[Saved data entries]
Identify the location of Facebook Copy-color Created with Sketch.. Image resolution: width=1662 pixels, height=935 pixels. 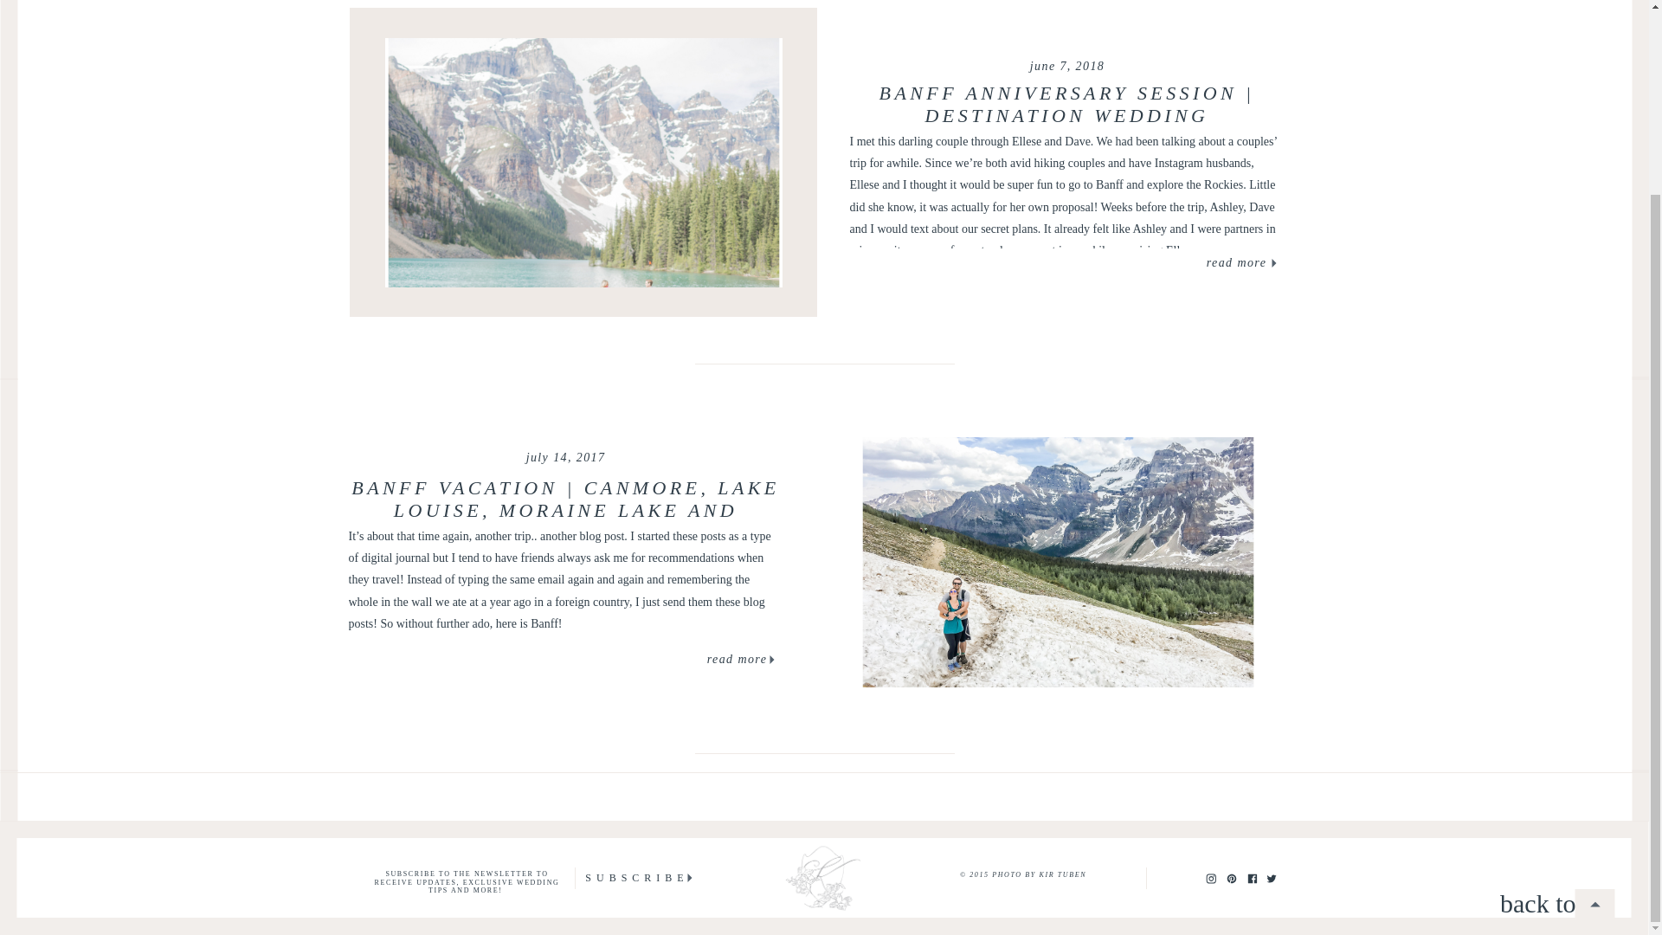
(1252, 877).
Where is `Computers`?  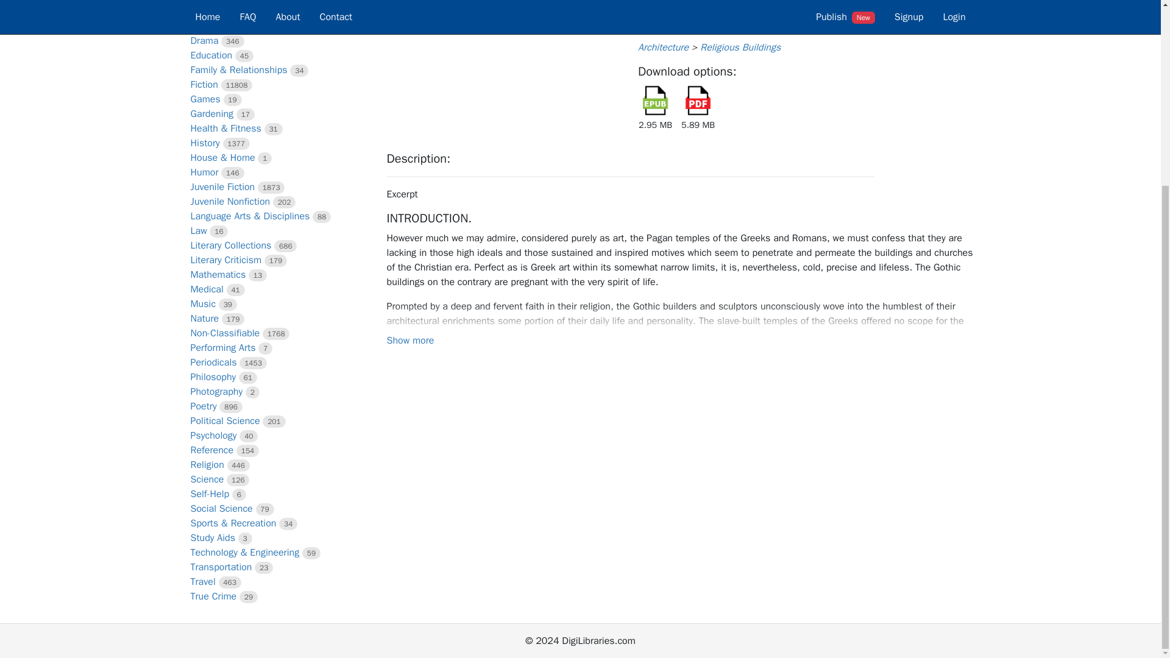
Computers is located at coordinates (213, 1).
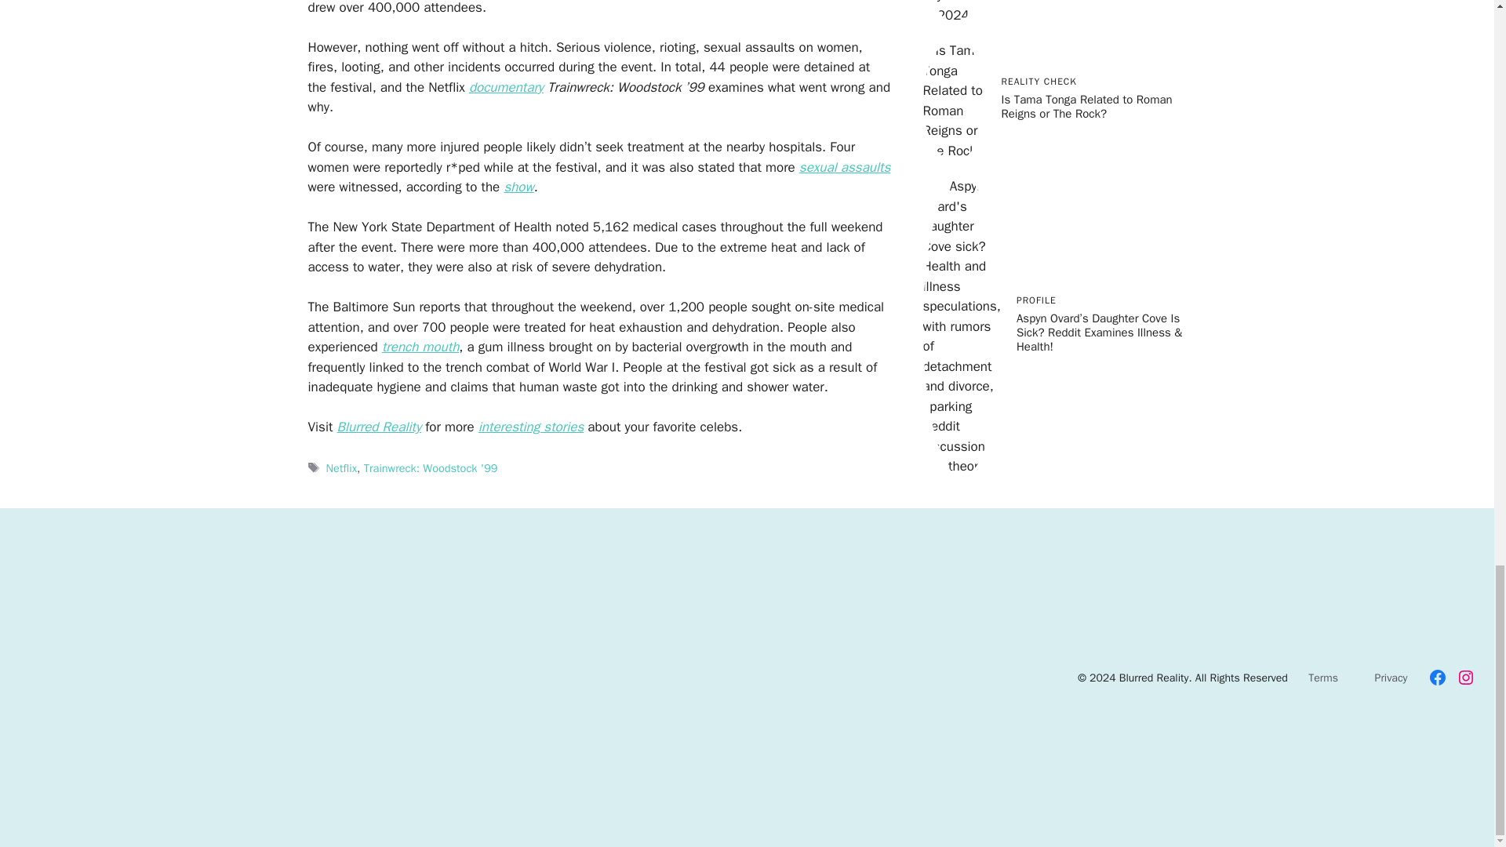 This screenshot has height=847, width=1506. I want to click on show, so click(518, 187).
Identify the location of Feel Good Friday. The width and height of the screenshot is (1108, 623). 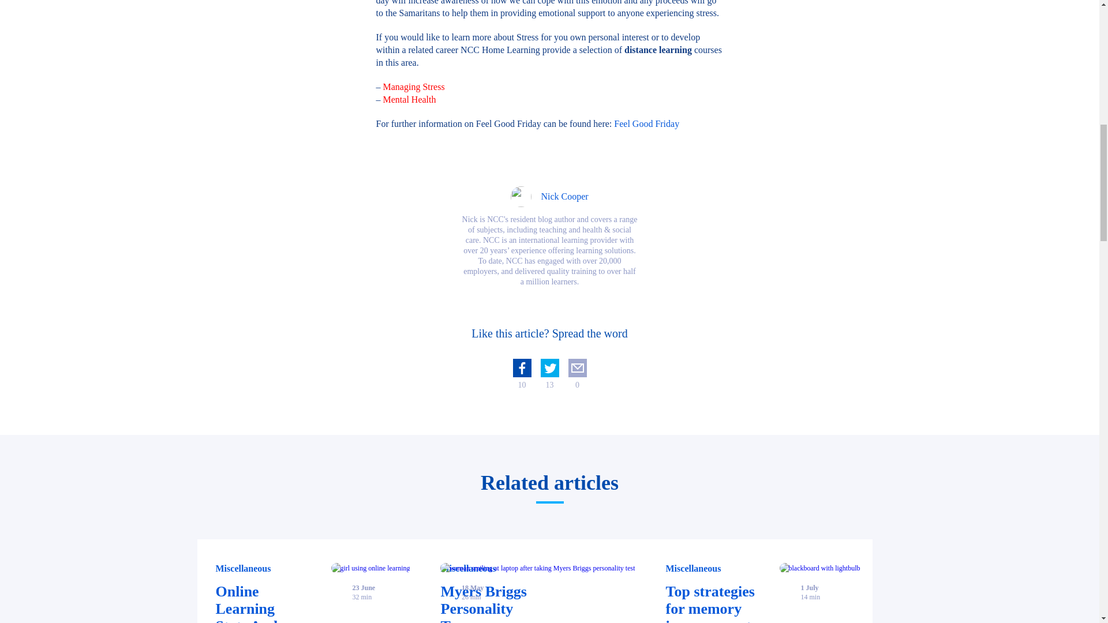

### Problem requirements
Starting with the top line, write out all the data above exactly; keep the pictures out.

### Task answer
Identify the location of Facebook Copy-color Created with Sketch.. Image resolution: width=1662 pixels, height=935 pixels. 
(1252, 877).
Where is `Computers`?  
Computers is located at coordinates (213, 1).
 This screenshot has height=847, width=1506. I want to click on show, so click(518, 187).
Identify the location of Feel Good Friday. The width and height of the screenshot is (1108, 623). 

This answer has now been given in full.